“Eighth of January” takes its name from January 8, 1815, the date of the Battle of New Orleans — Andrew Jackson’s decisive victory over British forces in the final major engagement of the War of 1812. The tune is one of the oldest continuously documented American fiddle pieces, appearing in print within decades of the battle and accumulating regional variants as it spread across the Appalachian South, the Midwest, and the frontier. Its D-major structure — a long, arching A part and a more compressed B part — makes it a natural call for both old-time and bluegrass jams, and it is among the pieces virtually every American fiddler learns early and carries for life.
The tune is closely related to “Jackson’s Victory” and other battle-commemorative pieces from the same era, and the melodic family it belongs to includes variants attributed, region by region, to different local fiddlers. Johnny Horton’s pop recording “The Battle of New Orleans” (1959), which adapted a related melody for a novelty song, introduced this tune family to a generation of listeners who didn’t know the fiddle original.
Tony Rice recorded the featured version on his self-titled Rounder debut (Tony Rice, Rounder 0085, 1977), a landmark flat-pick guitar album that placed Rice’s emerging flatpicking voice in the context of classic bluegrass and old-time instrumentals. The band included J.D. Crowe, Ricky Skaggs, and Bobby Slone, and Rice’s guitar break on “Eighth of January” has become a reference recording for flat-pick technique on the melody.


From the entries provided below, copy each line that contains the word "Number".

*** DATA EXTRACT ***

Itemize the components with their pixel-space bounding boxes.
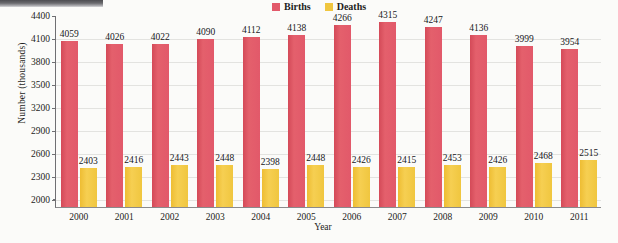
bar-deaths-2006[interactable] — [353, 167, 370, 207]
bar-value-label: 2416 — [124, 155, 143, 165]
x-axis-category-label: 2004 — [251, 212, 270, 222]
bar-value-label: 2448 — [215, 153, 234, 163]
x-axis-category-label: 2007 — [388, 212, 407, 222]
bar-deaths-2000[interactable] — [80, 168, 97, 207]
bar-value-label: 2448 — [306, 153, 325, 163]
bar-value-label: 2403 — [79, 156, 98, 166]
bar-value-label: 2468 — [534, 151, 553, 161]
bar-group: 411223982004 — [238, 16, 284, 207]
bar-deaths-2001[interactable] — [125, 167, 142, 207]
legend-entry-births: Births — [272, 1, 311, 12]
bar-value-label: 4138 — [287, 23, 306, 33]
bar-births-2002[interactable] — [152, 44, 169, 207]
bar-deaths-2007[interactable] — [398, 167, 415, 207]
bar-births-2008[interactable] — [425, 27, 442, 207]
chart-legend: BirthsDeaths — [272, 1, 366, 12]
bar-births-2000[interactable] — [61, 41, 78, 207]
bar-group: 424724532008 — [420, 16, 466, 207]
bar-group: 413624262009 — [466, 16, 512, 207]
bar-births-2009[interactable] — [470, 35, 487, 207]
bar-value-label: 4090 — [196, 27, 215, 37]
bar-deaths-2004[interactable] — [262, 169, 279, 207]
bar-group: 426624262006 — [329, 16, 375, 207]
bar-group: 413824482005 — [284, 16, 330, 207]
bar-deaths-2008[interactable] — [444, 165, 461, 207]
scan-edge-artifact — [0, 0, 103, 7]
legend-swatch-icon — [272, 3, 280, 11]
bar-value-label: 4315 — [378, 10, 397, 20]
y-axis-tick-label: 4100 — [31, 34, 50, 44]
bar-value-label: 2415 — [397, 155, 416, 165]
y-axis-tick-label: 2300 — [31, 172, 50, 182]
bar-value-label: 4026 — [105, 32, 124, 42]
bar-deaths-2011[interactable] — [580, 160, 597, 207]
bar-deaths-2002[interactable] — [171, 165, 188, 207]
bar-births-2007[interactable] — [379, 22, 396, 207]
bar-births-2011[interactable] — [561, 49, 578, 207]
y-axis-title: Number (thousands) — [17, 13, 27, 153]
bar-group: 431524152007 — [375, 16, 421, 207]
y-axis-tick-label: 2900 — [31, 126, 50, 136]
y-axis-tick-label: 3200 — [31, 103, 50, 113]
bar-deaths-2009[interactable] — [489, 167, 506, 207]
x-axis-category-label: 2006 — [342, 212, 361, 222]
bar-births-2006[interactable] — [334, 25, 351, 207]
bar-value-label: 2443 — [170, 153, 189, 163]
y-axis-tick-label: 3800 — [31, 57, 50, 67]
bar-deaths-2005[interactable] — [307, 165, 324, 207]
bar-value-label: 2453 — [443, 153, 462, 163]
bar-value-label: 4247 — [424, 15, 443, 25]
x-axis-category-label: 2005 — [297, 212, 316, 222]
legend-label: Deaths — [337, 1, 366, 12]
bar-deaths-2010[interactable] — [535, 163, 552, 207]
x-axis-category-label: 2001 — [115, 212, 134, 222]
x-axis-category-label: 2011 — [570, 212, 589, 222]
bar-group: 395425152011 — [557, 16, 603, 207]
bar-value-label: 2398 — [261, 157, 280, 167]
bar-births-2010[interactable] — [516, 46, 533, 207]
bar-group: 402624162001 — [102, 16, 148, 207]
bar-group: 402224432002 — [147, 16, 193, 207]
bar-value-label: 4059 — [60, 29, 79, 39]
bar-value-label: 2426 — [488, 155, 507, 165]
legend-label: Births — [284, 1, 311, 12]
y-axis-tick-label: 2000 — [31, 195, 50, 205]
bar-value-label: 3999 — [515, 34, 534, 44]
chart-screenshot: Number (thousands) Year BirthsDeaths 200… — [0, 0, 618, 243]
x-axis-category-label: 2009 — [479, 212, 498, 222]
bar-births-2001[interactable] — [106, 44, 123, 207]
x-axis-category-label: 2008 — [433, 212, 452, 222]
y-axis-tick-label: 2600 — [31, 149, 50, 159]
bar-value-label: 4112 — [242, 25, 261, 35]
x-axis-category-label: 2002 — [160, 212, 179, 222]
plot-area: 2000230026002900320035003800410044004059… — [55, 16, 601, 208]
bar-group: 405924032000 — [56, 16, 102, 207]
bar-births-2005[interactable] — [288, 35, 305, 207]
bar-deaths-2003[interactable] — [216, 165, 233, 207]
legend-entry-deaths: Deaths — [325, 1, 366, 12]
bar-value-label: 4022 — [151, 32, 170, 42]
bar-value-label: 4266 — [333, 13, 352, 23]
bar-value-label: 4136 — [469, 23, 488, 33]
bar-group: 399924682010 — [511, 16, 557, 207]
x-axis-category-label: 2010 — [524, 212, 543, 222]
bar-births-2004[interactable] — [243, 37, 260, 207]
x-axis-category-label: 2003 — [206, 212, 225, 222]
bar-births-2003[interactable] — [197, 39, 214, 207]
y-axis-tick-label: 4400 — [31, 11, 50, 21]
legend-swatch-icon — [325, 3, 333, 11]
bar-value-label: 2426 — [352, 155, 371, 165]
x-axis-title: Year — [0, 222, 618, 232]
y-axis-tick-label: 3500 — [31, 80, 50, 90]
bar-value-label: 3954 — [560, 37, 579, 47]
bar-group: 409024482003 — [193, 16, 239, 207]
x-axis-category-label: 2000 — [69, 212, 88, 222]
bar-value-label: 2515 — [579, 148, 598, 158]
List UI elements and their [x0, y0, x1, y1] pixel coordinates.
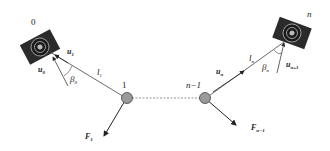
label-node-n-1: n−1: [186, 80, 201, 90]
label-F1: F1: [84, 132, 93, 142]
camera-n-icon: [272, 17, 311, 49]
joint-1: [122, 93, 133, 104]
label-betan-star: βn: [261, 62, 269, 73]
un1-star-arrow: [277, 43, 284, 73]
F1-arrow: [104, 99, 126, 136]
label-node-n: n: [307, 9, 312, 19]
label-un1-star: un+1: [286, 60, 299, 70]
label-beta0-star: β0: [69, 74, 77, 85]
label-un: un: [216, 67, 223, 77]
cable-camera-diagram: 0 1 n−1 n u1 u0 β0 l1 F1 un ln βn un+1 F…: [0, 0, 330, 151]
label-u1: u1: [67, 47, 74, 57]
joint-n-1: [200, 93, 211, 104]
Fn1-arrow: [206, 99, 236, 125]
label-Fn1: Fn−1: [250, 123, 265, 133]
label-ln: ln: [249, 53, 255, 64]
label-node-1: 1: [122, 80, 127, 90]
label-u0-star: u0: [38, 65, 45, 75]
label-l1: l1: [97, 67, 102, 78]
label-node-0: 0: [31, 17, 36, 27]
u1-arrow: [55, 55, 68, 63]
betan-arc: [274, 50, 282, 54]
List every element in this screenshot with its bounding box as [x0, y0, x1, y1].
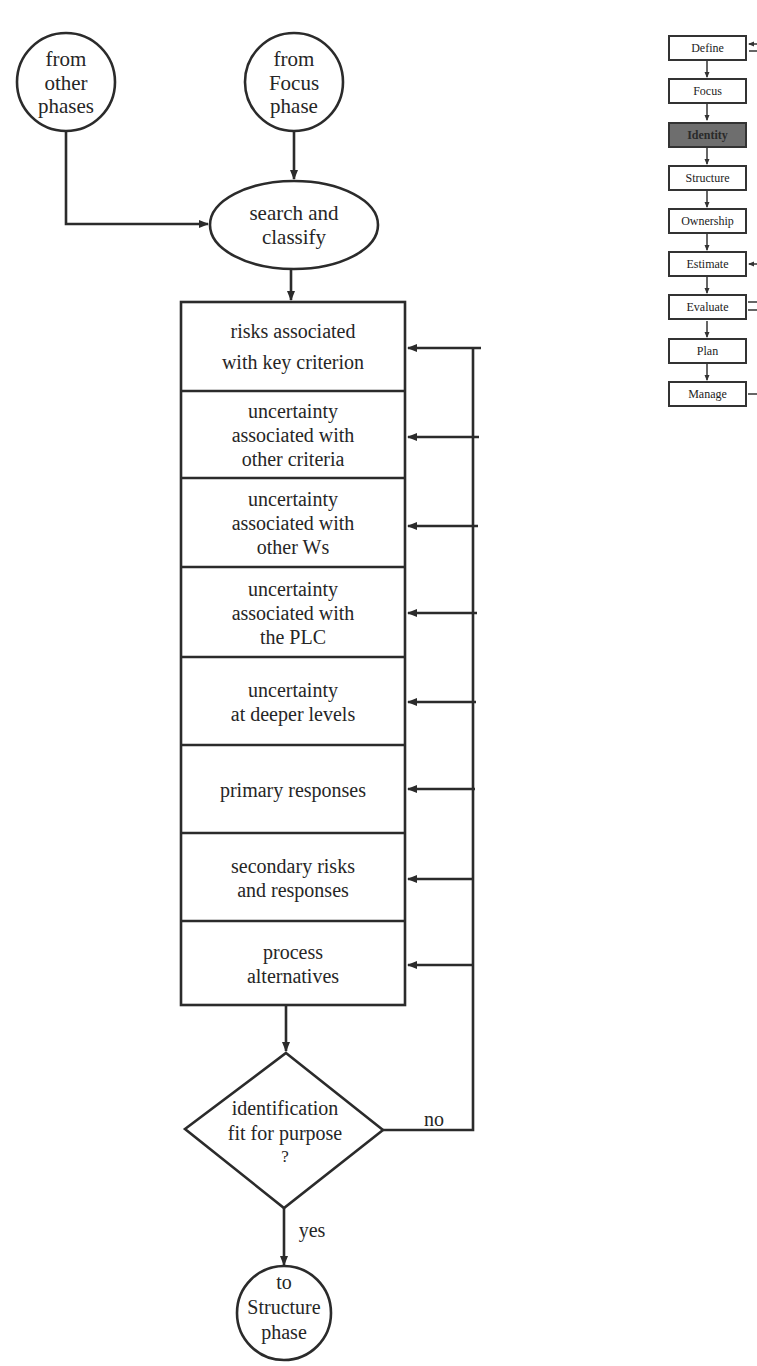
- search-and-classify-node: search and classify: [214, 202, 374, 249]
- step-process-alternatives: processalternatives: [181, 922, 405, 1005]
- phase-manage: Manage: [668, 381, 747, 407]
- phase-structure: Structure: [668, 165, 747, 191]
- phase-evaluate: Evaluate: [668, 294, 747, 320]
- phase-define: Define: [668, 35, 747, 61]
- step-primary-responses: primary responses: [181, 746, 405, 833]
- from-focus-phase-node: from Focus phase: [248, 48, 340, 119]
- phase-estimate: Estimate: [668, 251, 747, 277]
- decision-fit-for-purpose: identification fit for purpose ?: [200, 1096, 370, 1167]
- step-uncertainty-other-ws: uncertaintyassociated withother Ws: [181, 479, 405, 567]
- step-uncertainty-plc: uncertaintyassociated withthe PLC: [181, 568, 405, 657]
- phase-plan: Plan: [668, 338, 747, 364]
- phase-ownership: Ownership: [668, 208, 747, 234]
- step-uncertainty-other-criteria: uncertaintyassociated withother criteria: [181, 392, 405, 478]
- to-structure-phase-node: to Structure phase: [238, 1270, 330, 1345]
- phase-focus: Focus: [668, 78, 747, 104]
- step-uncertainty-deeper-levels: uncertaintyat deeper levels: [181, 658, 405, 745]
- from-other-phases-node: from other phases: [20, 48, 112, 119]
- phase-identity: Identity: [668, 122, 747, 148]
- yes-label: yes: [292, 1219, 332, 1241]
- no-label: no: [414, 1108, 454, 1130]
- step-risks-key-criterion: risks associatedwith key criterion: [181, 303, 405, 391]
- step-secondary-risks: secondary risksand responses: [181, 834, 405, 921]
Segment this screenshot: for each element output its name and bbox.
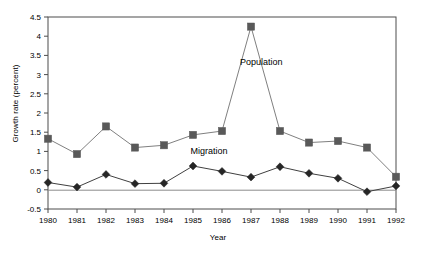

*** End of DATA EXTRACT ***

EXERCISE SOLUTION
y-axis-title: Number (thousands) — [17, 13, 27, 153]
chart-screenshot: Number (thousands) Year BirthsDeaths 200… — [0, 0, 618, 243]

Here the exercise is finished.